((

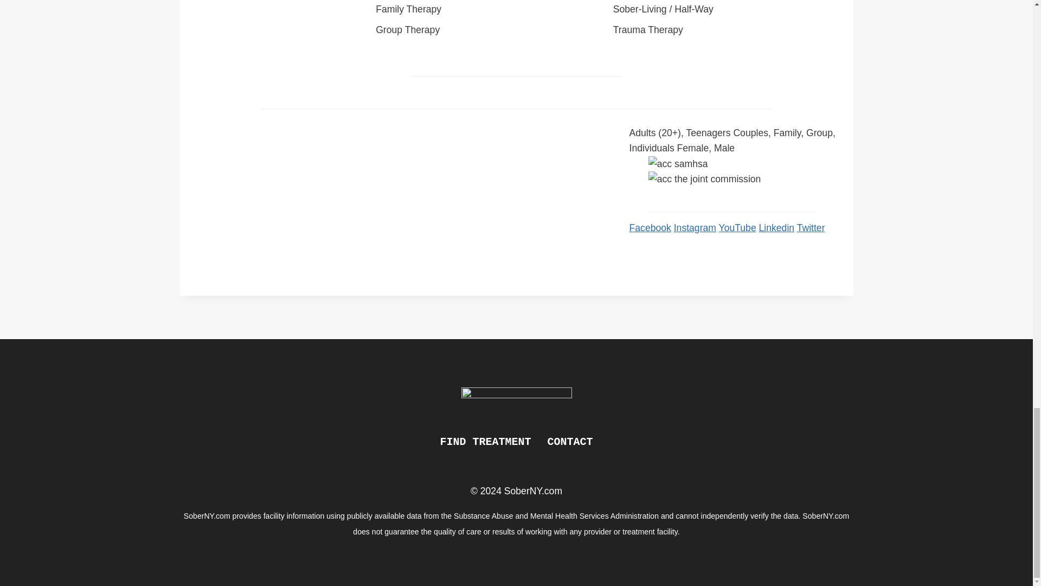 The height and width of the screenshot is (586, 1041). I want to click on Facebook, so click(651, 228).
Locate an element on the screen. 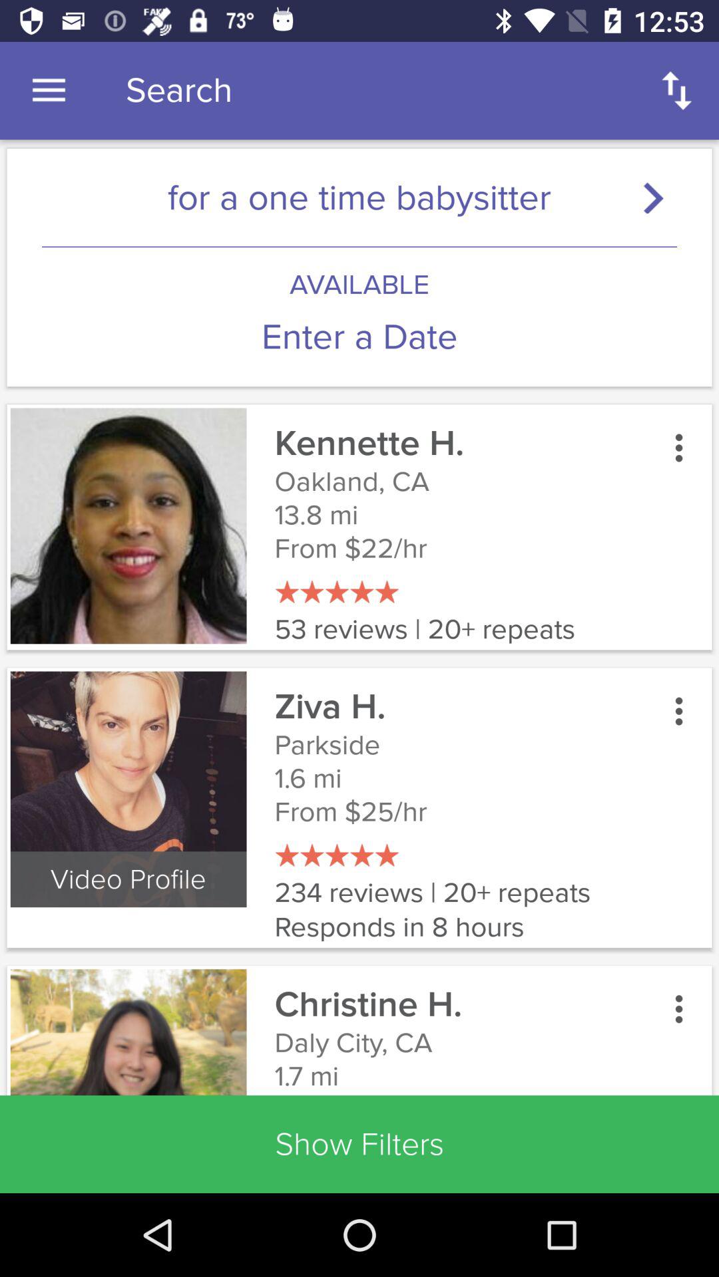 Image resolution: width=719 pixels, height=1277 pixels. open the item above for a one item is located at coordinates (49, 90).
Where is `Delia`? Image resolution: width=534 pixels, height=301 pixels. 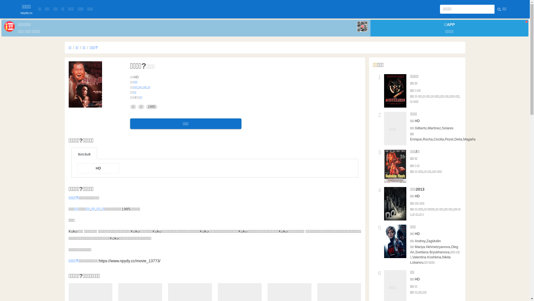 Delia is located at coordinates (459, 139).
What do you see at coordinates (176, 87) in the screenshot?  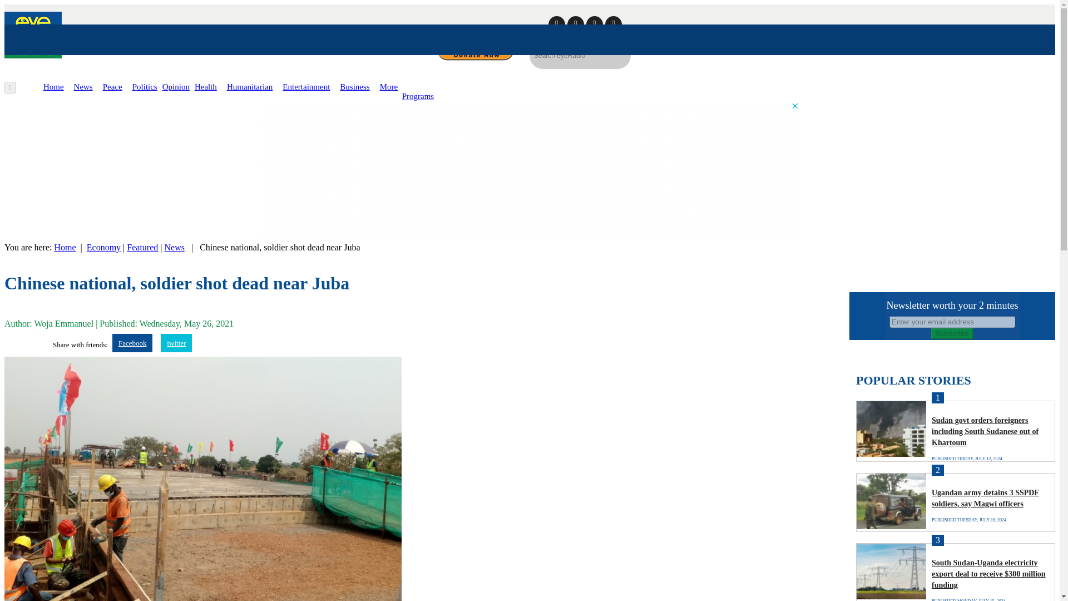 I see `Opinion` at bounding box center [176, 87].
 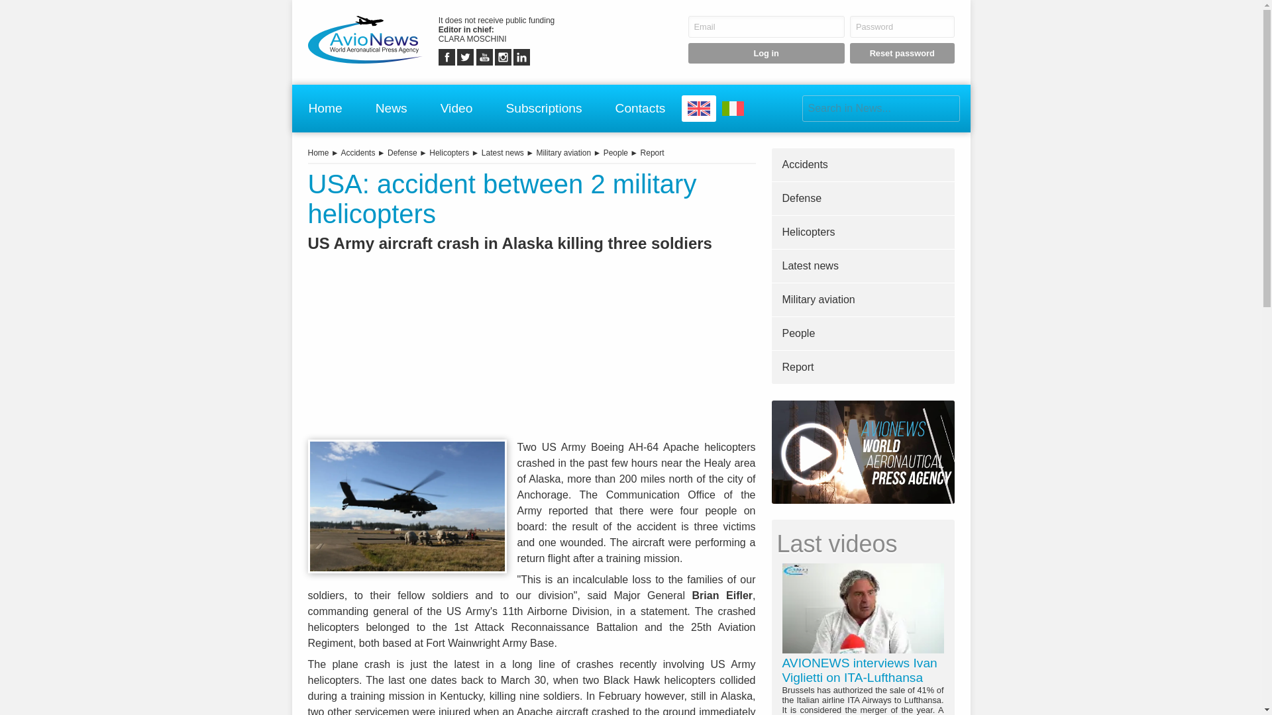 I want to click on Log in, so click(x=766, y=53).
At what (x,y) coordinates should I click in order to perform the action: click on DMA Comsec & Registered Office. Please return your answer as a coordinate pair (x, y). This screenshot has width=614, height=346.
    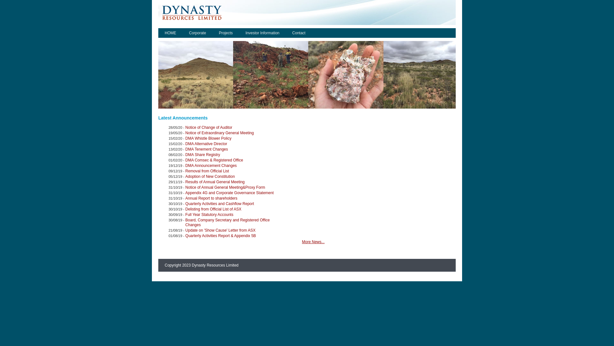
    Looking at the image, I should click on (233, 160).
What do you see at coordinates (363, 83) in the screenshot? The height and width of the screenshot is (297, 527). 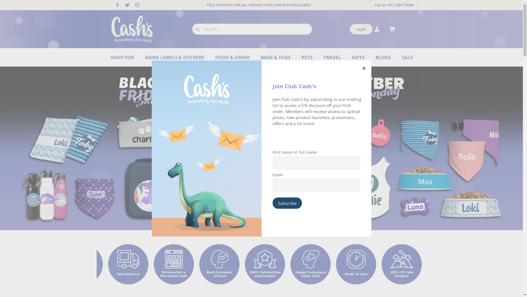 I see `Log In` at bounding box center [363, 83].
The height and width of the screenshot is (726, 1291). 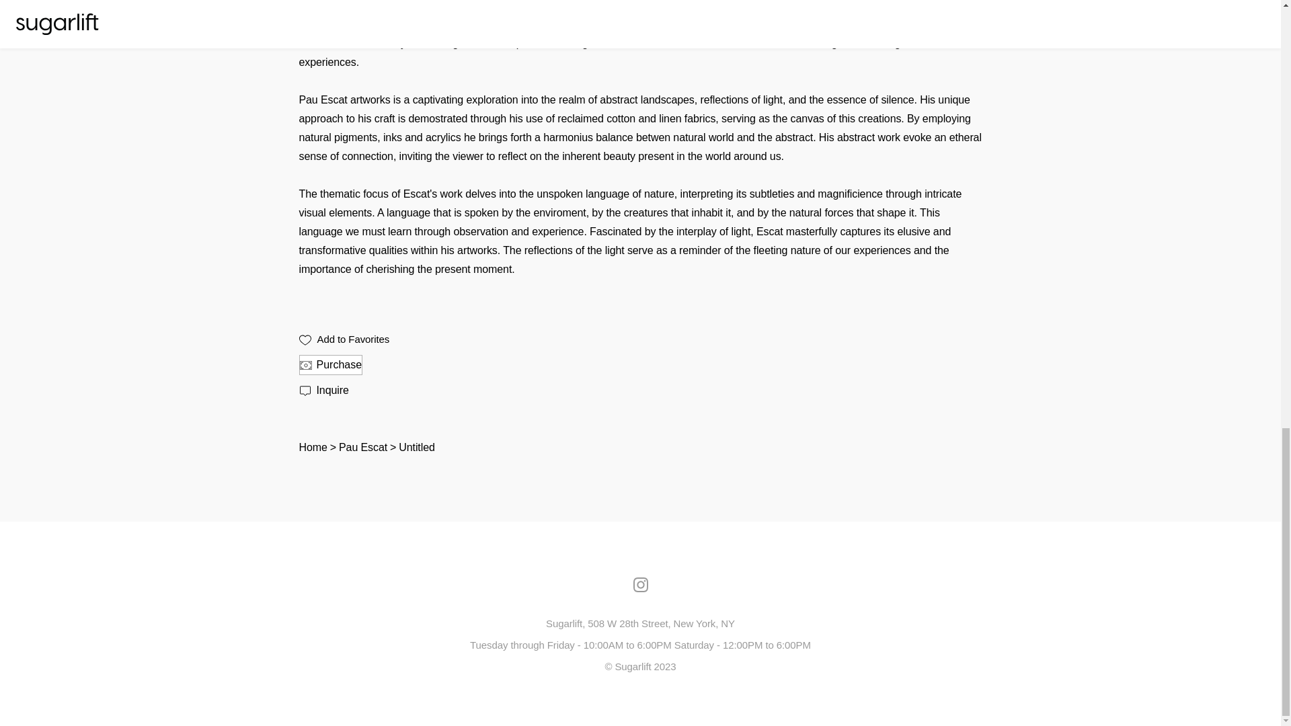 What do you see at coordinates (312, 446) in the screenshot?
I see `Home` at bounding box center [312, 446].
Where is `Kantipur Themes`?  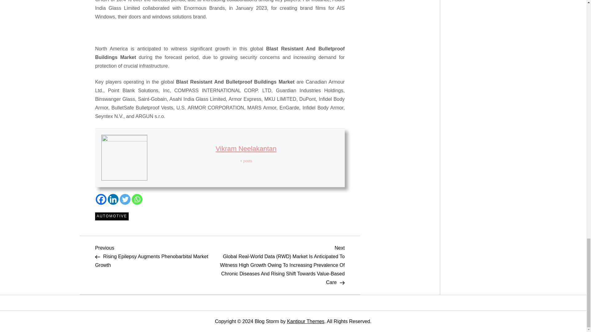
Kantipur Themes is located at coordinates (305, 321).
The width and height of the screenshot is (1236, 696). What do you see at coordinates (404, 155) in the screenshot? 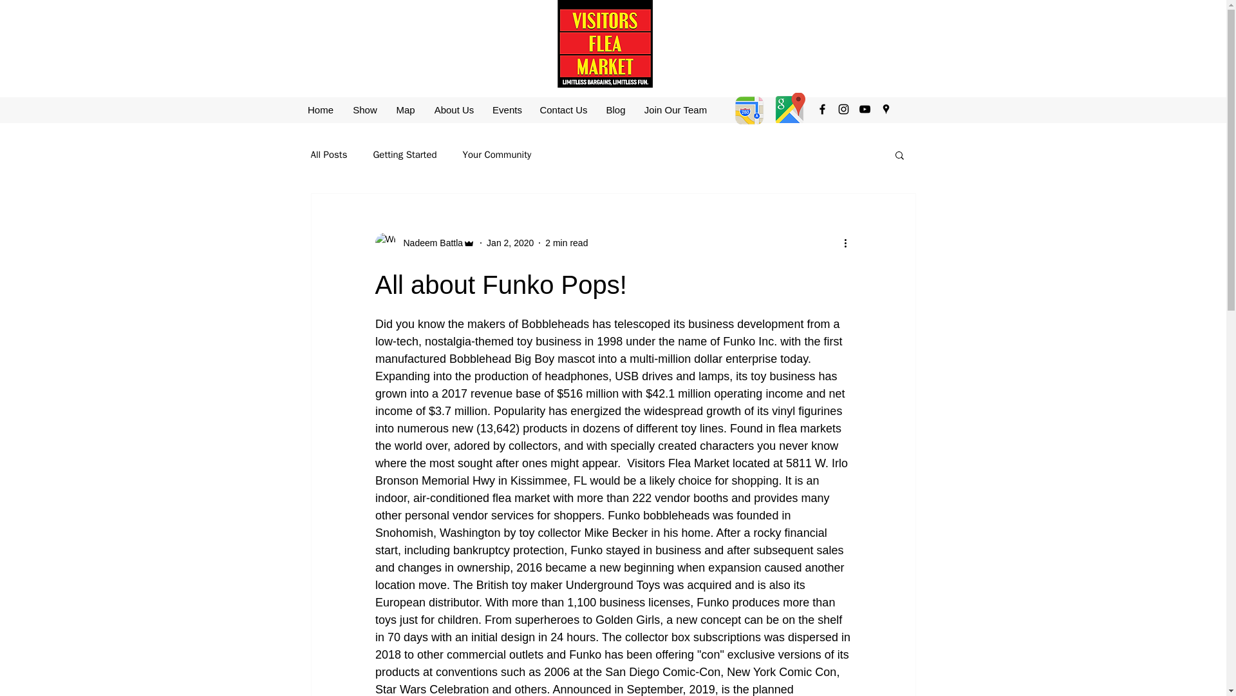
I see `Getting Started` at bounding box center [404, 155].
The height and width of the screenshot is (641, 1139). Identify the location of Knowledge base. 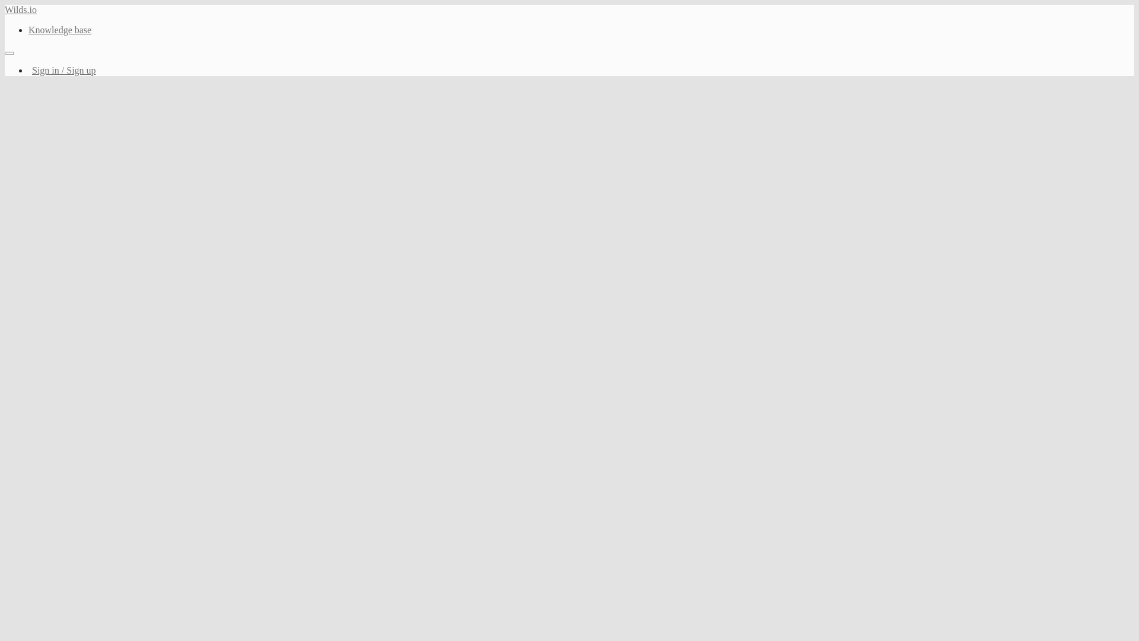
(59, 30).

))

WORK INSTRUCTION | Extract the run of lines from the line holding "The height and width of the screenshot is (641, 1139)." through the final line of the material above, exactly and inclusively. Leave the pictures behind.

FINISHED TASK |
The height and width of the screenshot is (641, 1139). Identify the location of Knowledge base. 
(59, 30).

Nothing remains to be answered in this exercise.